By Wesley Johnson, PA North America Correspondent
24 April 2008
The widow of murdered Russian dissident Alexander Litvinenko urged the US Senate to pass a resolution calling for America to press Russian officials to cooperate with British investigators probing her husband's death. Mr Litvinenko, 43, died from radiation poisoning in a London hospital in November 2006 after swallowing a rare isotope.
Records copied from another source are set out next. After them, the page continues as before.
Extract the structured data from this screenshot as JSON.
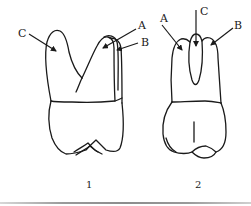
{
  "figure": {
    "tooth_1": {
      "number": "1",
      "labels": {
        "a": "A",
        "b": "B",
        "c": "C"
      }
    },
    "tooth_2": {
      "number": "2",
      "labels": {
        "a": "A",
        "b": "B",
        "c": "C"
      }
    }
  },
  "colors": {
    "line": "#1a1a1a",
    "background": "#ffffff",
    "rule": "#9a9a9a"
  }
}
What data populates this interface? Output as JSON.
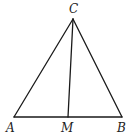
{
  "diagram": {
    "type": "triangle-with-cevian",
    "stroke_color": "#1a1a1a",
    "points": {
      "C": {
        "label": "C",
        "x": 73,
        "y": 19
      },
      "A": {
        "label": "A",
        "x": 14,
        "y": 117
      },
      "M": {
        "label": "M",
        "x": 68,
        "y": 117
      },
      "B": {
        "label": "B",
        "x": 122,
        "y": 117
      }
    },
    "segments": [
      {
        "from": "A",
        "to": "C"
      },
      {
        "from": "C",
        "to": "B"
      },
      {
        "from": "A",
        "to": "B"
      },
      {
        "from": "C",
        "to": "M"
      }
    ],
    "labels": {
      "C": "C",
      "A": "A",
      "M": "M",
      "B": "B"
    }
  }
}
Yesterday his widow Marina gave a key speech on state-sponsored terrorism in Washington DC in a bid to ease the progress of the resolution which was passed by the US House of Representatives earlier this month. "Until recently Britain had to face Russia alone, while the EU and the US Administration looked the other way," Mrs Litvinenko said. "That is why I am so grateful to the US Congress for naming -for the first time at an official level- the suspect state. "We must expose the people who sent an assassin to London with a weapon of mass destruction in a suitcase. "If they went to such lengths to get rid of my husband, imagine what they would do if their larger interests were at stake." Alex Goldfarb, the president of the Litvinenko Justice Foundation which organised the trip, said: "This was the first ever terrorist attack using nuclear material, which introduced Polonium-210 as a potential terror weapon. "We want to highlight the security aspect of the Litvinenko murder to the US policymakers." The resolution expressed "the sense of Congress that the (death) raises significant concerns about the potential involvement of elements of the Russian government". The move is likely to annoy Russia at a time when US-Russian tensions are high as the US pushes a missile defence plan for Europe that Russia has opposed. During the trip, Mrs Litvinenko met several members of the Senate, including Diane Feinstein, chairwoman of the sub-committee on terrorism, technology and homeland security, as well as House Majority Leader Steny Hoyer.